[alert variation=”alert-info”]Publisher: Harper Wave
Formats: Hardcover, Paperback, eBook, Kindle, Audiobook, Audible
Purchase: Powell’s | Amazon | IndieBound | iBooks[/alert]

Many daughters have complicated relationships with their mothers. They don’t understand one another and their choices. However, as the decades pass, the daughters come to realize that the window of opportunity for reconciliation and understanding is rapidly narrowing. As a child, Betsy Lerner was awed by the elegant women who played bridge with her mother each week. Decades later, Lerner decided that the best way to reconnect with her mother was to join the weekly bridge games, which she recounts in her memoir The Bridge Ladies.

Bridge is a metaphor. It’s a symbol for another era, when it was fashionable. Like life, it takes skill, concentration, and patience. If you make a mistake, your partner has to compensate for the error to save the hand. It takes a long time to learn, just as it takes a long time to really understand another person. Lerner’s bridge lessons, presented with a wry sense of humor, reveal her own insecurities. These comic interludes balance the examinations of the beauty, strength, triumph, and tragedy of the bridge ladies’ lives. Through these inspirational women, Lerner learns not only about her mother but also a generation of women.

“I thought I would never say this, but I think the Bridge Ladies are brave.”

This beautifully wrought memoir imparts life and relationship lessons for all readers. Babyboomers will likely relate to their own relationships across the generational divide while millennial readers are given an intimate glimpse into the relationship between their mothers and grandmothers.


> [WHAT YOU WILL DO]: Search the material for "chart" and copy each line in which it is found.

> [EXCERPTED DATA]:
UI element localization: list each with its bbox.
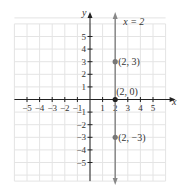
data-point-label: (2, 0)	[116, 86, 138, 98]
x-tick-label: 3	[126, 103, 131, 113]
y-tick-label: 2	[82, 69, 87, 79]
y-axis-label: y	[81, 7, 87, 18]
data-point	[113, 59, 118, 64]
axes	[14, 12, 175, 181]
x-tick-label: −2	[60, 103, 70, 113]
data-point-label: (2, 3)	[118, 56, 140, 68]
y-tick-label: 1	[82, 82, 87, 92]
coordinate-plane: −5−4−3−2−112345−5−4−3−2−112345 x = 2 (2,…	[0, 0, 187, 190]
y-tick-label: −1	[76, 107, 86, 117]
data-point	[113, 97, 118, 102]
y-tick-label: −4	[76, 145, 86, 155]
data-point	[113, 135, 118, 140]
x-tick-label: −3	[47, 103, 57, 113]
x-tick-label: −5	[22, 103, 32, 113]
y-tick-label: 3	[82, 57, 87, 67]
y-axis-arrow-icon	[88, 12, 93, 18]
y-tick-label: −5	[76, 158, 86, 168]
arrow-up-icon	[113, 12, 118, 19]
y-tick-label: 4	[82, 44, 87, 54]
x-tick-label: 5	[151, 103, 156, 113]
y-tick-label: −2	[76, 120, 86, 130]
y-tick-label: −3	[76, 132, 86, 142]
line-equation-label: x = 2	[122, 16, 144, 27]
x-tick-label: −4	[35, 103, 45, 113]
x-tick-label: 4	[138, 103, 143, 113]
x-axis-label: x	[171, 96, 177, 107]
x-tick-label: 1	[100, 103, 105, 113]
y-tick-label: 5	[82, 32, 87, 42]
data-point-label: (2, −3)	[118, 132, 145, 144]
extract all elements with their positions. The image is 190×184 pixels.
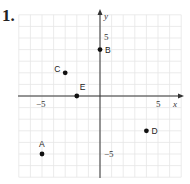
point-label-d: D (151, 126, 157, 136)
y-tick-neg5: −5 (104, 149, 114, 159)
point-label-c: C (54, 64, 60, 74)
y-tick-5: 5 (104, 32, 109, 42)
y-axis-arrow-icon (98, 9, 103, 15)
point-d (144, 128, 149, 133)
point-b (98, 47, 103, 52)
y-axis-label: y (103, 11, 108, 21)
point-c (63, 70, 68, 75)
point-e (74, 94, 79, 99)
point-a (40, 152, 45, 157)
x-tick-neg5: −5 (36, 99, 46, 109)
point-label-b: B (105, 45, 111, 55)
coordinate-plane: x y −5 5 5 −5 ABCDE (0, 0, 190, 184)
x-tick-5: 5 (156, 99, 161, 109)
x-axis-label: x (172, 99, 177, 109)
point-label-a: A (39, 139, 45, 149)
point-label-e: E (80, 82, 86, 92)
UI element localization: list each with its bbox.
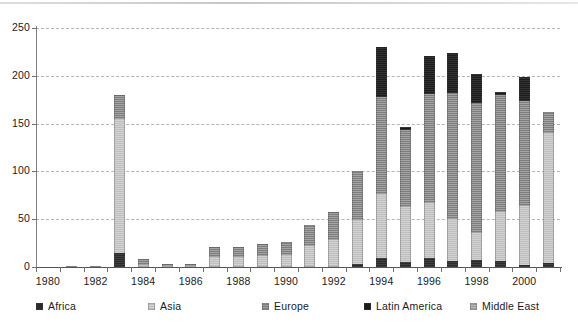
x-tick-mark-15 xyxy=(393,267,394,272)
bar-outline xyxy=(281,242,292,267)
bar-1982[interactable] xyxy=(90,266,101,267)
stacked-bar-chart: 050100150200250 198019821984198619881990… xyxy=(0,0,578,329)
x-tick-mark-20 xyxy=(512,267,513,272)
x-tick-mark-22 xyxy=(560,267,561,272)
bar-outline xyxy=(447,53,458,267)
plot-area xyxy=(36,28,560,267)
x-tick-mark-13 xyxy=(346,267,347,272)
bar-outline xyxy=(66,266,77,267)
legend-label-europe: Europe xyxy=(274,300,309,312)
bar-1981[interactable] xyxy=(66,266,77,267)
x-tick-mark-2 xyxy=(84,267,85,272)
x-tick-label-1988: 1988 xyxy=(226,275,250,287)
bar-outline xyxy=(185,264,196,267)
x-tick-mark-14 xyxy=(369,267,370,272)
legend-item-europe[interactable]: Europe xyxy=(262,300,309,312)
x-tick-mark-4 xyxy=(131,267,132,272)
legend-label-asia: Asia xyxy=(160,300,181,312)
bar-outline xyxy=(328,212,339,267)
x-tick-mark-9 xyxy=(250,267,251,272)
y-tick-label-100: 100 xyxy=(2,164,30,176)
bar-outline xyxy=(114,95,125,267)
x-tick-mark-17 xyxy=(441,267,442,272)
x-tick-mark-7 xyxy=(203,267,204,272)
y-tick-mark-250 xyxy=(32,28,37,29)
legend-label-mideast: Middle East xyxy=(482,300,539,312)
bar-1992[interactable] xyxy=(328,212,339,267)
x-tick-mark-5 xyxy=(155,267,156,272)
bar-outline xyxy=(162,264,173,267)
y-tick-mark-200 xyxy=(32,76,37,77)
x-tick-mark-16 xyxy=(417,267,418,272)
bar-2000[interactable] xyxy=(519,77,530,267)
bar-1996[interactable] xyxy=(424,56,435,267)
x-tick-mark-8 xyxy=(227,267,228,272)
bar-1993[interactable] xyxy=(352,171,363,267)
bar-outline xyxy=(209,247,220,267)
legend-swatch-africa-icon xyxy=(36,303,43,310)
bar-outline xyxy=(233,247,244,267)
x-tick-label-1994: 1994 xyxy=(369,275,393,287)
bar-outline xyxy=(519,77,530,267)
bar-outline xyxy=(495,92,506,267)
x-tick-mark-10 xyxy=(274,267,275,272)
bar-1989[interactable] xyxy=(257,244,268,267)
legend-label-latin: Latin America xyxy=(376,300,442,312)
bar-1995[interactable] xyxy=(400,127,411,267)
x-tick-label-1992: 1992 xyxy=(322,275,346,287)
bar-1986[interactable] xyxy=(185,264,196,267)
x-tick-mark-19 xyxy=(489,267,490,272)
bar-1988[interactable] xyxy=(233,247,244,267)
bar-1998[interactable] xyxy=(471,74,482,267)
x-tick-label-1984: 1984 xyxy=(131,275,155,287)
bar-1987[interactable] xyxy=(209,247,220,267)
legend-label-africa: Africa xyxy=(48,300,76,312)
legend-item-latin[interactable]: Latin America xyxy=(364,300,442,312)
bar-1983[interactable] xyxy=(114,95,125,267)
bar-outline xyxy=(471,74,482,267)
bar-1985[interactable] xyxy=(162,264,173,267)
bar-outline xyxy=(304,225,315,267)
x-tick-label-1986: 1986 xyxy=(179,275,203,287)
x-tick-mark-11 xyxy=(298,267,299,272)
y-tick-label-200: 200 xyxy=(2,69,30,81)
y-tick-label-150: 150 xyxy=(2,117,30,129)
bar-outline xyxy=(400,127,411,267)
y-tick-mark-150 xyxy=(32,124,37,125)
y-tick-label-0: 0 xyxy=(2,260,30,272)
x-tick-mark-0 xyxy=(36,267,37,272)
legend-item-africa[interactable]: Africa xyxy=(36,300,76,312)
bar-1990[interactable] xyxy=(281,242,292,267)
legend-swatch-europe-icon xyxy=(262,303,269,310)
x-tick-label-1998: 1998 xyxy=(465,275,489,287)
x-tick-mark-3 xyxy=(107,267,108,272)
bar-1991[interactable] xyxy=(304,225,315,267)
bar-1994[interactable] xyxy=(376,47,387,267)
x-tick-label-1996: 1996 xyxy=(417,275,441,287)
x-tick-mark-18 xyxy=(465,267,466,272)
y-tick-label-250: 250 xyxy=(2,21,30,33)
x-tick-label-1990: 1990 xyxy=(274,275,298,287)
bar-outline xyxy=(90,266,101,267)
x-tick-mark-21 xyxy=(536,267,537,272)
legend-item-mideast[interactable]: Middle East xyxy=(470,300,539,312)
y-tick-mark-100 xyxy=(32,171,37,172)
legend-swatch-asia-icon xyxy=(148,303,155,310)
bar-1999[interactable] xyxy=(495,92,506,267)
gridline-250 xyxy=(36,28,560,29)
x-tick-mark-12 xyxy=(322,267,323,272)
bar-outline xyxy=(424,56,435,267)
x-tick-mark-1 xyxy=(60,267,61,272)
bar-1997[interactable] xyxy=(447,53,458,267)
bar-outline xyxy=(138,259,149,267)
bar-2001[interactable] xyxy=(543,112,554,267)
bar-outline xyxy=(543,112,554,267)
bar-outline xyxy=(352,171,363,267)
legend-item-asia[interactable]: Asia xyxy=(148,300,181,312)
bar-outline xyxy=(257,244,268,267)
x-tick-label-2000: 2000 xyxy=(512,275,536,287)
x-tick-label-1982: 1982 xyxy=(83,275,107,287)
chart-legend: AfricaAsiaEuropeLatin AmericaMiddle East xyxy=(0,300,578,316)
legend-swatch-mideast-icon xyxy=(470,303,477,310)
bar-1984[interactable] xyxy=(138,259,149,267)
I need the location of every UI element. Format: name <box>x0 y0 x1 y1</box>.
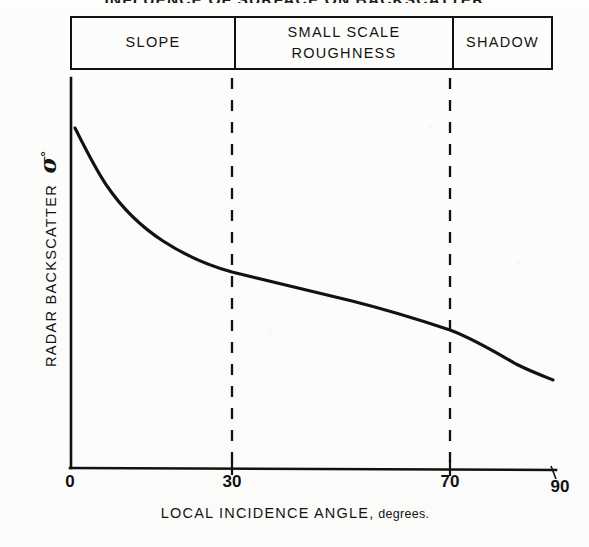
x-tick-label-0: 0 <box>48 472 92 492</box>
x-axis-title-units: degrees. <box>374 507 429 521</box>
x-axis-title: LOCAL INCIDENCE ANGLE, degrees. <box>70 505 520 521</box>
figure-canvas: INFLUENCE OF SURFACE ON BACKSCATTER SLOP… <box>0 0 589 547</box>
x-tick-label-90: 90 <box>538 477 582 497</box>
sigma-symbol: σ <box>34 156 61 173</box>
backscatter-curve <box>75 128 553 380</box>
x-axis-line <box>70 468 556 470</box>
x-tick-label-70: 70 <box>428 472 472 492</box>
x-axis-title-main: LOCAL INCIDENCE ANGLE, <box>161 505 375 521</box>
x-tick-label-30: 30 <box>210 472 254 492</box>
y-axis-title: RADAR BACKSCATTER σ° <box>34 94 61 424</box>
y-axis-title-main: RADAR BACKSCATTER <box>43 184 59 367</box>
degree-symbol: ° <box>38 150 53 157</box>
plot-area <box>0 0 589 547</box>
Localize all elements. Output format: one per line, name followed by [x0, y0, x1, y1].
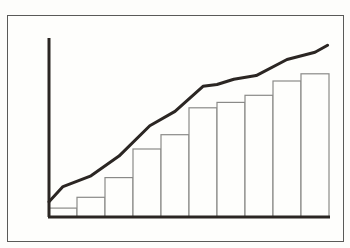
bar	[217, 102, 245, 217]
bar	[301, 74, 329, 217]
bar	[189, 108, 217, 217]
bar-series	[49, 74, 329, 217]
chart-plot	[0, 0, 350, 248]
bar	[133, 149, 161, 217]
bar	[105, 178, 133, 217]
bar	[161, 135, 189, 217]
bar	[245, 95, 273, 217]
bar	[273, 81, 301, 217]
bar	[77, 197, 105, 217]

> [ANSWER TO THE EXERCISE]:
stacked-bar-chart: 050100150200250 198019821984198619881990… xyxy=(0,0,578,329)
chart-legend: AfricaAsiaEuropeLatin AmericaMiddle East xyxy=(0,300,578,316)
chart-plot	[0, 0, 350, 248]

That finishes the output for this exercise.